Inuit historian Louis Kamookak speaks at a 2008 announcement unveiling the federal government's three-year search effort for the Erebus and Terror. (CBC)
The Parks Canada search team will focus this summer on the waters southwest of King William Island in the Queen Maud Gulf, where Inuit oral history suggests the ships may have sunk intact.

"One of the ships drifted to the west and was crushed in ice," said Inuit historian Louis Kamookak of Gjoa Haven, Nunavut, who has been working with the federal team.

"The other ship managed to go down the channel towards the southwest of King William Island into the safer waters, where there's less current and the ice movement is a lot calmer in the area in the summer," he added.

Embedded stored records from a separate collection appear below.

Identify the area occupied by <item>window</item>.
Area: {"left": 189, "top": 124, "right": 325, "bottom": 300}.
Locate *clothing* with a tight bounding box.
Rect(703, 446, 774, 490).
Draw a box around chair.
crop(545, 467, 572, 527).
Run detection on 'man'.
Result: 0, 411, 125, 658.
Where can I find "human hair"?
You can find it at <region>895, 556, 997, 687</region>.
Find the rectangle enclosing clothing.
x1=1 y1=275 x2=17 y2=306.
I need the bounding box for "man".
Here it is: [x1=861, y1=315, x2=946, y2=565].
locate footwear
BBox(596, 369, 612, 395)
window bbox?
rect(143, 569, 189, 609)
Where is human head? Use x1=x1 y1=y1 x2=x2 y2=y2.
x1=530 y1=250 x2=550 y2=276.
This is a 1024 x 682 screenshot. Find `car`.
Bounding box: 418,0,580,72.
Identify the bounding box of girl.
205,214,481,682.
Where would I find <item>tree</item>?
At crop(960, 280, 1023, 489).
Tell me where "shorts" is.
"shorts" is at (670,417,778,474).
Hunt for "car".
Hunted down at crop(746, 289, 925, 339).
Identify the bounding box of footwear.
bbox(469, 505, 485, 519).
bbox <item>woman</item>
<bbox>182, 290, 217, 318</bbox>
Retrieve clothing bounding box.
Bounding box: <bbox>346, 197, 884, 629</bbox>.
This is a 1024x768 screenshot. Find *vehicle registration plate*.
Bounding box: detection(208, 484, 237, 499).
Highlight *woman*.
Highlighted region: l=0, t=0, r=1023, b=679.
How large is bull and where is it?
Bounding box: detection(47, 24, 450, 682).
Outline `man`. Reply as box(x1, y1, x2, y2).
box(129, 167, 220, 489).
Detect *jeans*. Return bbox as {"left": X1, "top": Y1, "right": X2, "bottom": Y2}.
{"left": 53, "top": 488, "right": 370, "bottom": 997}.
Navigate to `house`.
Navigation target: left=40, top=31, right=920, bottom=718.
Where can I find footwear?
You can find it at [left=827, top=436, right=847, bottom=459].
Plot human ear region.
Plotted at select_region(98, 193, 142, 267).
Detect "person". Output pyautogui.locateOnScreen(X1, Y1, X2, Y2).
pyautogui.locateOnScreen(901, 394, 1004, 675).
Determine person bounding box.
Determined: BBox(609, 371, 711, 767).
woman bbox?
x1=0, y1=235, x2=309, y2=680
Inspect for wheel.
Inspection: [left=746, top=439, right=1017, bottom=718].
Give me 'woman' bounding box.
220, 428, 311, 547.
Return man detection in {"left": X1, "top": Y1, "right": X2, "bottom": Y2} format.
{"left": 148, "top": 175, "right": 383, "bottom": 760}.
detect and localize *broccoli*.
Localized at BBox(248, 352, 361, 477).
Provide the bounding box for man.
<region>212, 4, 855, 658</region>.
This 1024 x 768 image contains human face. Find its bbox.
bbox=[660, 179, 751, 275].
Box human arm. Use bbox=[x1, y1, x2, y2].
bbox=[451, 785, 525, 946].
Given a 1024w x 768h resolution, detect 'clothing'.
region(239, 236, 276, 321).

The federal searches were in the same area for six weeks in 2008, primarily mapping out the ocean floor. Harris said that this year searchers will use the sonar instruments to search for the wrecks.

Ships, crew disappeared
In 1845, Franklin had set out from England aboard the vessels, in hopes of exploring and mapping the Northwest Passage. Neither he nor any of his 128 crewmen ever returned.

By 1848, two ships and an overland party were searching for traces of the ships and crew.

A total of eight expeditions were launched in the 12 years following Franklin's disappearance, funded by a range of financial backers, from the British Navy to the Hudson's Bay Company to Franklin's wife.

Only traces of the expedition have ever been found.

"It's a very exciting story — Victorian, Gothic, a horror story that essentially unfolded across the Arctic expanse," Harris said.